For Whom The Bell Tolls

For Whom The Bell Tolls

I’m really not sure why I didn’t like this book. It’s got all the right ingredients for a page-turner: war, sex, drama, betrayal, gruesome executions, tragedy, explosions, politics, dead communists, gypsies, and bull fights. It’s the story of a group of guerilla fighters during the Spanish civil war and the American trying to enlist their aid in blowing up a bridge. I should like it, but I felt like I was just slogging through the whole thing.

Part of the problem is the pacing, I think, which is really really slow at times when Hemingway wants to get inside the characters and show us what motivates them and what they have to lose or gain. It’s really great storytelling, masterfully done, but it does go on and on sometimes, especially the parts with Robert Jordan and Maria. Another thing that kind of irked me is the colloquial tone of the book where huge chunks of it were written as if translated verbatim from Spanish.
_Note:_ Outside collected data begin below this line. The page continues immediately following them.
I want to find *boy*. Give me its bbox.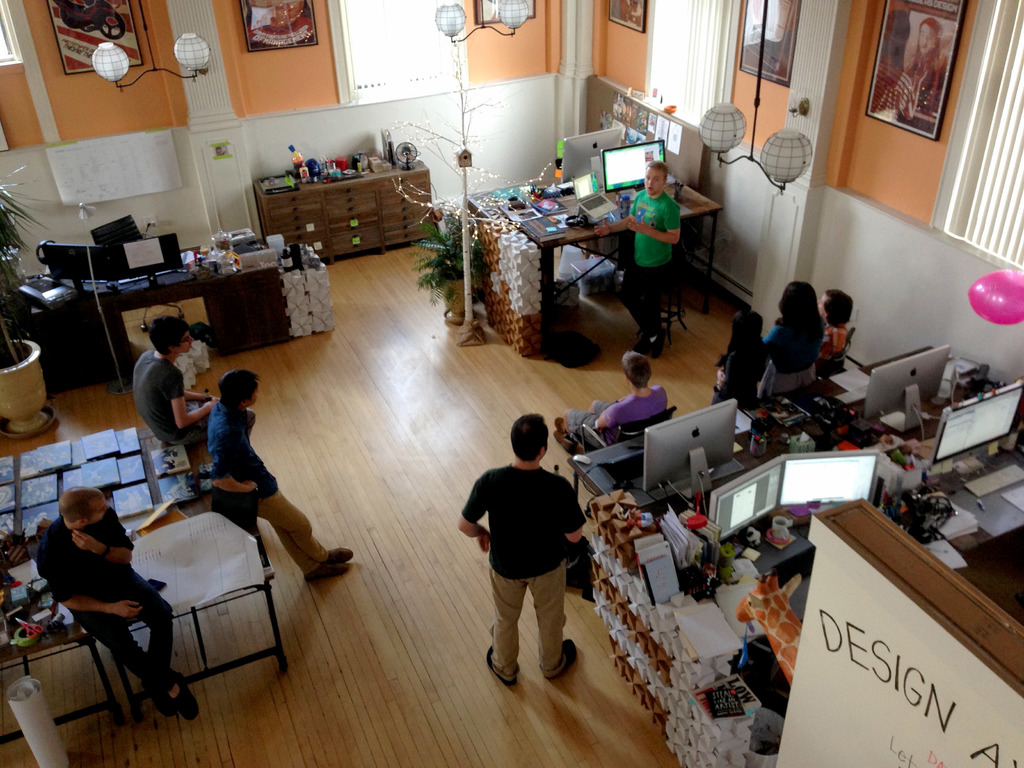
Rect(36, 488, 198, 719).
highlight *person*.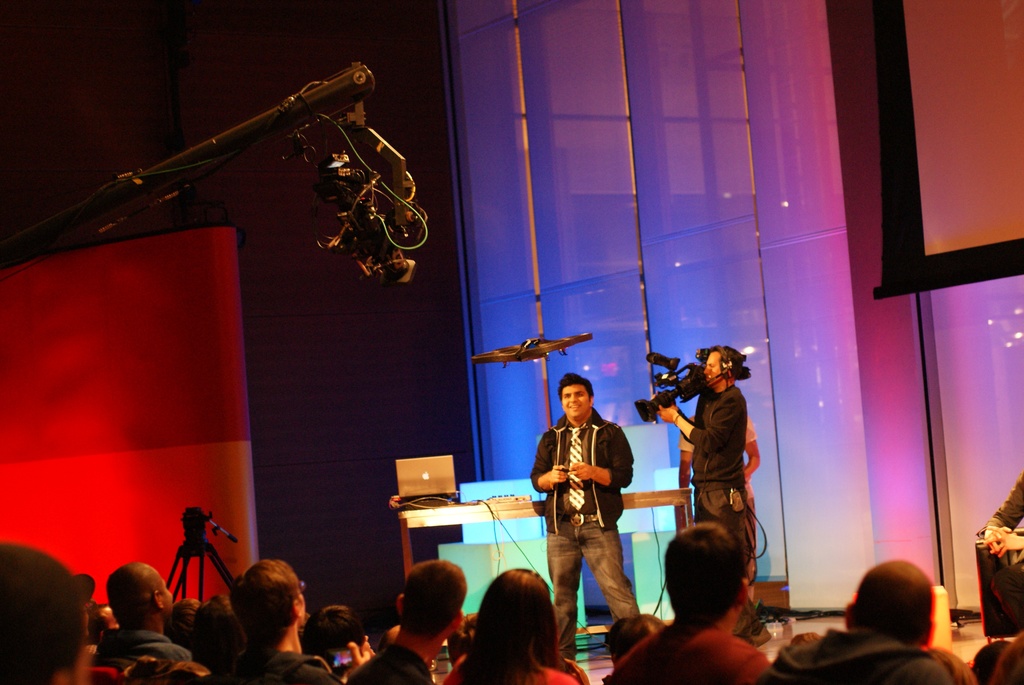
Highlighted region: 678,399,769,610.
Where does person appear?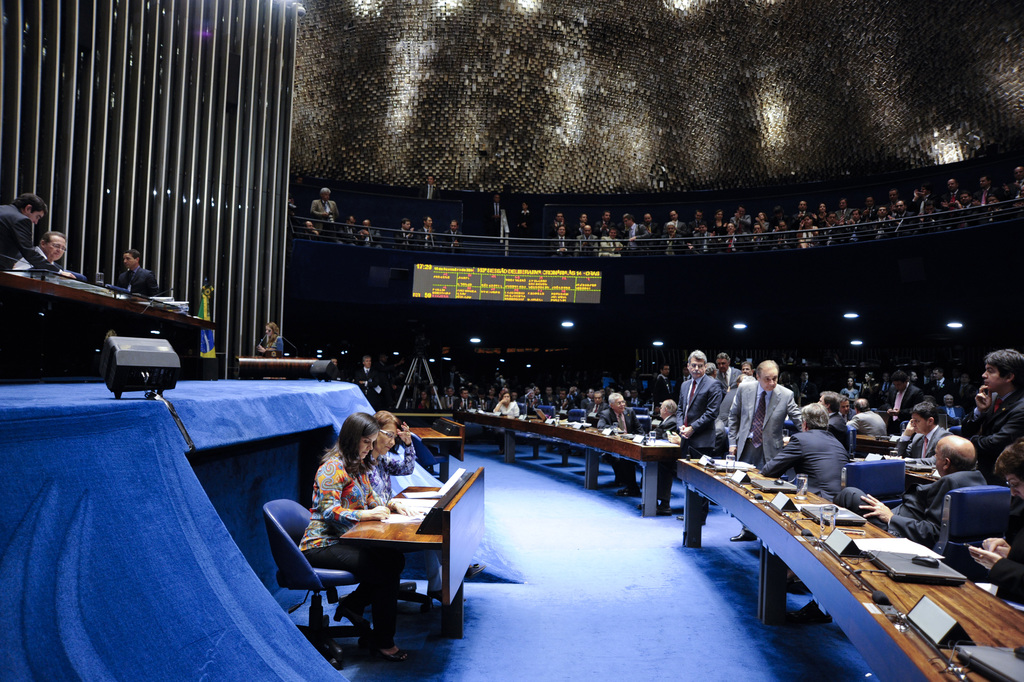
Appears at 834, 200, 855, 223.
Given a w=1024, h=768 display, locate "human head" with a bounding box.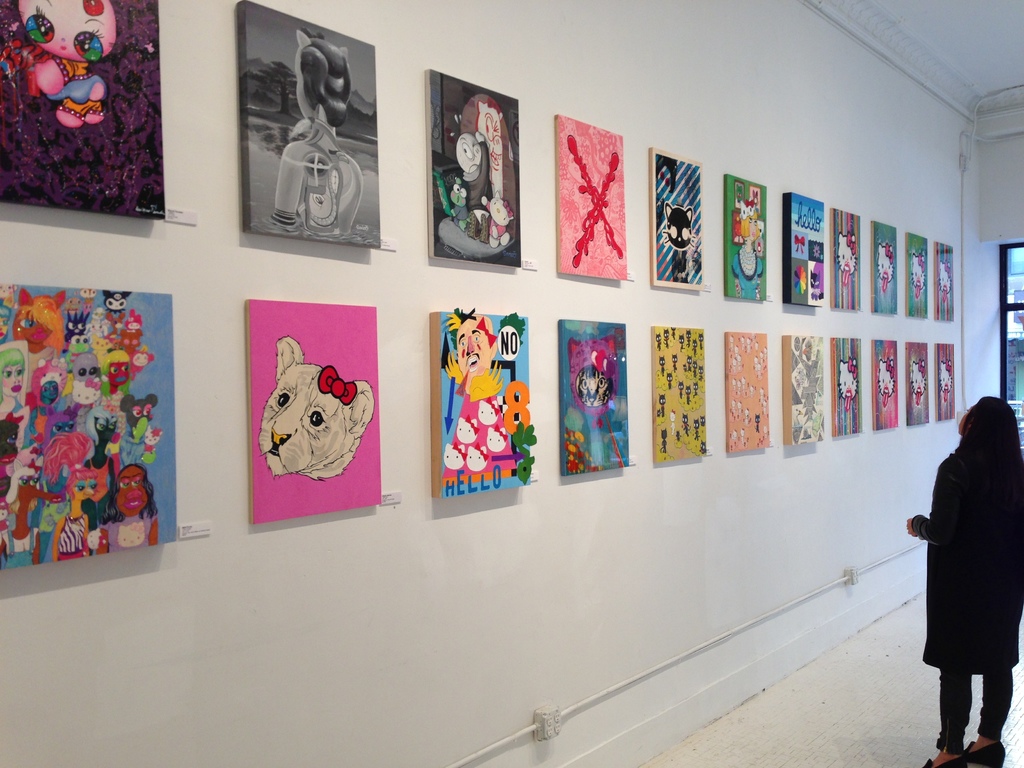
Located: 950/397/1017/442.
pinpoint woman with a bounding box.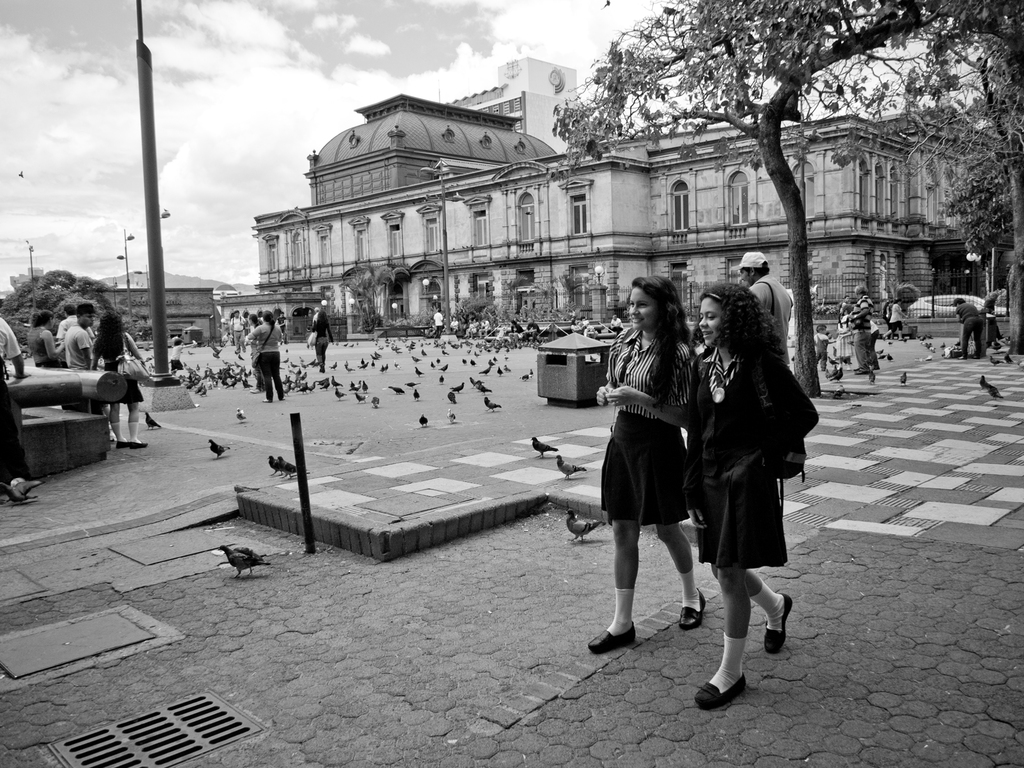
l=316, t=312, r=332, b=372.
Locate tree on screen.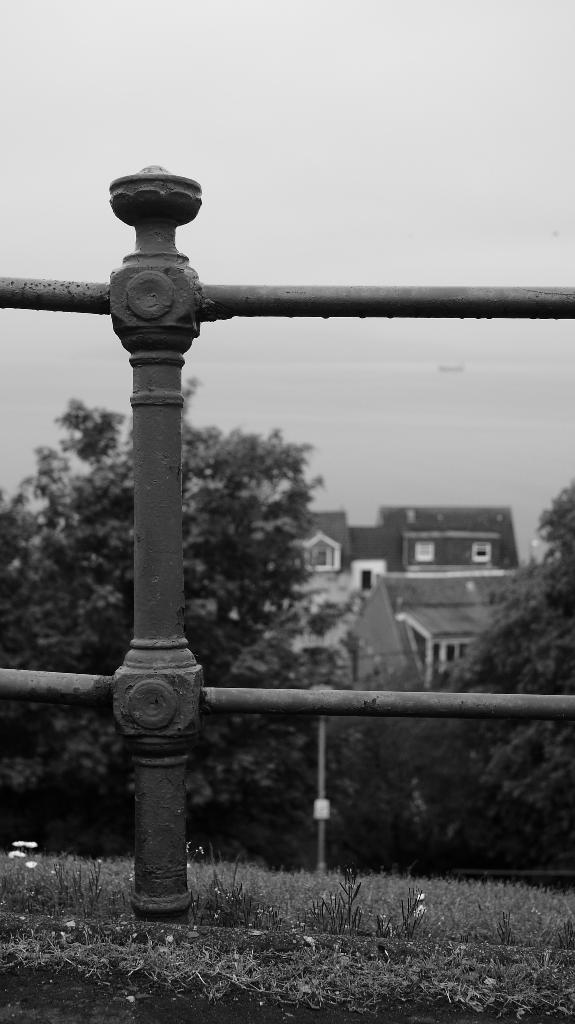
On screen at locate(0, 379, 341, 814).
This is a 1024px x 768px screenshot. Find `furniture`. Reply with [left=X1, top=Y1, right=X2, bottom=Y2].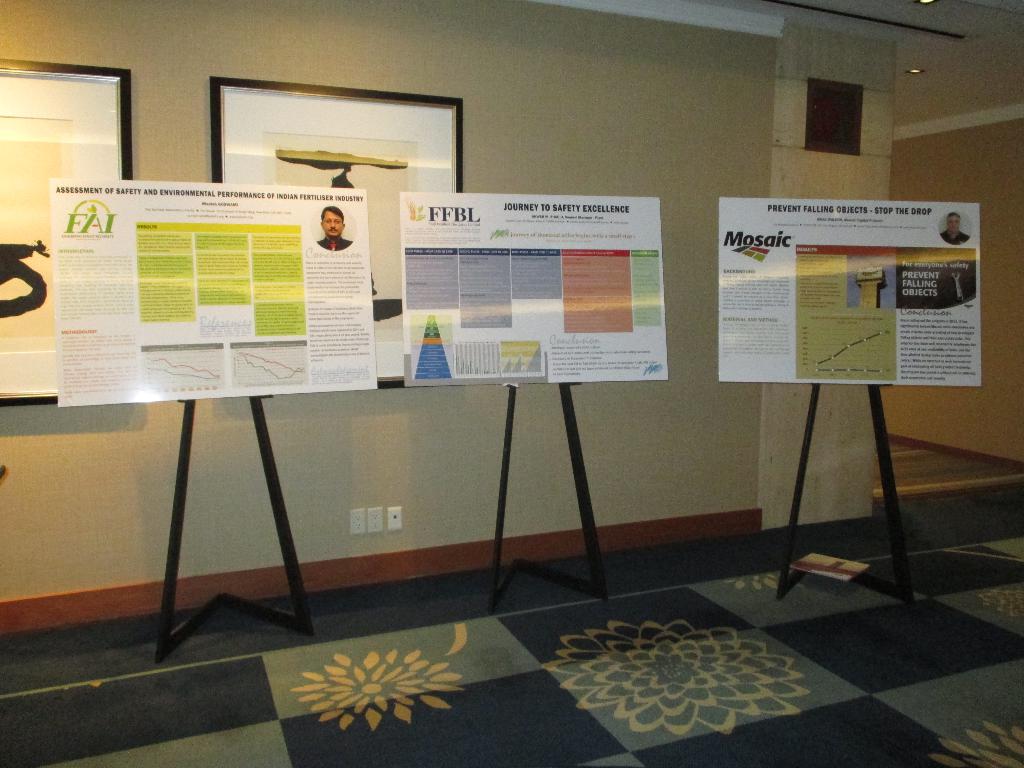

This results in a number of really awkward phrases, like “the woman of Pablo” or “I obscenity in the milk of the fascists!” I really liked Hemmingway’s clean, terse style in Old Man and the Sea, but here it just felt stilted to me.

Still, I’m glad I read it as it was overall VERY well written and it did have its moments (the ending in particular was fantastic). And only a few decades late, too, as I’m pretty sure I was supposed to have read this one in high school.